Images were always an ambiguous point in the early church. We have archealogical evidence that images were on the walls of churches. On the other hand, they didn't have quite the same important as their proponents make them today.

I'll have to look at Ephesus again. There were strictly "two" 7th Ecumenical Councils. Heira condemned images. Nicea II championed them. I think both councils represented practices common in the early church.
 
I think Horton may have been mistaken. When I did a study a while ago I came away with the impression that the use of religious imagery primarily came into widespread use starting in the 6th century (although there are brief mentions of it as far back as the 2nd century). I think there was a regional Spanish synod in the early 4th century that allowed the personal use of images while forbidding them in churches. While some subsequent church/state leaders issued decrees against imagery (early 8th century?), ensuing conciliar reactions were to defend and advocate the use of imagery, such as Nicea II and Constantinople IV (870). For what it's worth...
 
On a related sidenote, the quotation of Epiphanius as mentioned by Perkins was claimed to be spurious by Nicea II. There is what seems an objective survey of the evidence here (beginning at p.150).

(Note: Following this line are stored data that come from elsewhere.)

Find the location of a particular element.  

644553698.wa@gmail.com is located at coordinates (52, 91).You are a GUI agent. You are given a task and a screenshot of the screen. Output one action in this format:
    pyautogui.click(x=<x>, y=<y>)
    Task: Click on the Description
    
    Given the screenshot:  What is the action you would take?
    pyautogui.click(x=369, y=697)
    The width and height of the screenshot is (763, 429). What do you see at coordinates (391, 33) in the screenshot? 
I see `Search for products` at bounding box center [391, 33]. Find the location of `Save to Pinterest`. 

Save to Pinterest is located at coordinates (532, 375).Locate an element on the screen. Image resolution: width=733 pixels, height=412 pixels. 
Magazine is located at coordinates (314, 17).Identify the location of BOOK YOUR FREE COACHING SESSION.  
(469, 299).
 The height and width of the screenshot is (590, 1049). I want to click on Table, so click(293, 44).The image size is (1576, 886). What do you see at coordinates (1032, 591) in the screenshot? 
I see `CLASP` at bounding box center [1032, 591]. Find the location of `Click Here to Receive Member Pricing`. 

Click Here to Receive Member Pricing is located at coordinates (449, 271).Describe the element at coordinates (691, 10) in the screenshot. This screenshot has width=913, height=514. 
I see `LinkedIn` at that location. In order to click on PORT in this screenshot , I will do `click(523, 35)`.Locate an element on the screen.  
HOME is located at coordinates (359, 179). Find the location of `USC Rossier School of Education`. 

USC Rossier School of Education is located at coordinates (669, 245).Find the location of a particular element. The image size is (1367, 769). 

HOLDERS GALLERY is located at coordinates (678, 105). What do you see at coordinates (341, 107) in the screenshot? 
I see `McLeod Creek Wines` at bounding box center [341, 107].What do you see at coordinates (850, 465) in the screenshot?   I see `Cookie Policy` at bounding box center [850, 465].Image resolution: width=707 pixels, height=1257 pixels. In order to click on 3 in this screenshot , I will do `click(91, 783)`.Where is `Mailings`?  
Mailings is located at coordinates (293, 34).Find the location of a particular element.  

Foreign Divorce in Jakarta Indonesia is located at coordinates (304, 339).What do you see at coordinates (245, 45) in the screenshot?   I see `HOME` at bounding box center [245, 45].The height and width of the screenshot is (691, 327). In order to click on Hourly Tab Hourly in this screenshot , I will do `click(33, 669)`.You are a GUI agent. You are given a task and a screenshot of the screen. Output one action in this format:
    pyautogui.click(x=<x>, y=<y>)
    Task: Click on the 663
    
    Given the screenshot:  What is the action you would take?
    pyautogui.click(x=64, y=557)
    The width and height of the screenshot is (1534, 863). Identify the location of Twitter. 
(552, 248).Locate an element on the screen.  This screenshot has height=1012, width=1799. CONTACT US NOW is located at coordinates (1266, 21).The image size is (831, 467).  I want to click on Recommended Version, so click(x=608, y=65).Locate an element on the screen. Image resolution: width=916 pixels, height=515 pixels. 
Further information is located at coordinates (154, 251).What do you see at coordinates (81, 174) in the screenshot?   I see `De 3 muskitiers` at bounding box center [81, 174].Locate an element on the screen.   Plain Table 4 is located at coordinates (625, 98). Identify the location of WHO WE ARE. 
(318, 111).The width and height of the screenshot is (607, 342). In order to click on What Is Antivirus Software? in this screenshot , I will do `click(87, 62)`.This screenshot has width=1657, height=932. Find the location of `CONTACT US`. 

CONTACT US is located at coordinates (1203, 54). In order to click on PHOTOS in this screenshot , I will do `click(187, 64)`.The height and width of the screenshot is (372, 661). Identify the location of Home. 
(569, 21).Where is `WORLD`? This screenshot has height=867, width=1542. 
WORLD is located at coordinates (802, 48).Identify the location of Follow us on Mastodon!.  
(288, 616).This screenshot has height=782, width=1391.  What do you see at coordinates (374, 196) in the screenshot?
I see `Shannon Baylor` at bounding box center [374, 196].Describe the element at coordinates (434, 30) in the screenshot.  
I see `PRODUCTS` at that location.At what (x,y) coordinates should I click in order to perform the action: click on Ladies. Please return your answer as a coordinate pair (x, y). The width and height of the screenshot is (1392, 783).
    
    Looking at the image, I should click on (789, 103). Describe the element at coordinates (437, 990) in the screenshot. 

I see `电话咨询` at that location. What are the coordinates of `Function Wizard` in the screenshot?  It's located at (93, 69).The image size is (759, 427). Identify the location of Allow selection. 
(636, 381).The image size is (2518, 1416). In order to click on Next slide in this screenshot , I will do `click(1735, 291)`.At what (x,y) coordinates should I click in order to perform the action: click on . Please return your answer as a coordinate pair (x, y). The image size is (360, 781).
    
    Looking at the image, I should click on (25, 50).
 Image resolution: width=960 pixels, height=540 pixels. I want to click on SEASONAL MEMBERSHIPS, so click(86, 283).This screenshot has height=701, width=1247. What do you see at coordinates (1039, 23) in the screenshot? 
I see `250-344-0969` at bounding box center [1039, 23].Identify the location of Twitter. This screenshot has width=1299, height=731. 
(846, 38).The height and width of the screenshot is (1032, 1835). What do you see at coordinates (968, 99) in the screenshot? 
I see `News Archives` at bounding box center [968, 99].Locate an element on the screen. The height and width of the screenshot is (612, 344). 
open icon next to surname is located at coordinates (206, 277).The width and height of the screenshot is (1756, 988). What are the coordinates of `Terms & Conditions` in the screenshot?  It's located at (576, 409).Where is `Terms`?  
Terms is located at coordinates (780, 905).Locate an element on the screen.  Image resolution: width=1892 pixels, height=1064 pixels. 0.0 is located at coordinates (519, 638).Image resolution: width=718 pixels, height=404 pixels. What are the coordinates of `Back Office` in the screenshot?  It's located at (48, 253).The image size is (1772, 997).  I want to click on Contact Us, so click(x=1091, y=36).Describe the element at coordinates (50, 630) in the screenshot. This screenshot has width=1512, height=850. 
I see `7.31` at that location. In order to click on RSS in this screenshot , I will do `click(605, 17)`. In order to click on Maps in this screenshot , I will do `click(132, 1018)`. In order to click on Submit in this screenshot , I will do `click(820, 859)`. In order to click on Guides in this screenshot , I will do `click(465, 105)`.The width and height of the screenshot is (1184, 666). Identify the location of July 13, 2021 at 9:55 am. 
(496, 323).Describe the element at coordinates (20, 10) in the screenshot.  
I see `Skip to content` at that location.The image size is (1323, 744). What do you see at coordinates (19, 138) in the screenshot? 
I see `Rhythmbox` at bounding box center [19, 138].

Glad for the Reformers level-headed interpretation of Scripture on this issue...
 
Hieria (which I’m convinced that due to its location and subject matter should have been known as Chalcedon II) definitely put the kibosh on images, and in a very convincing manner. I’m still curious about earlier “infallible” ecumenical councils doing likewise.
 
From a Catholic/EO point of view, local, regional councils would not have been considered infallible. They were usually convened to deal with management problems in the area (usually dealing with roving bishops who didn't have a church). A council in Spain would not have the same import as Chalcedon.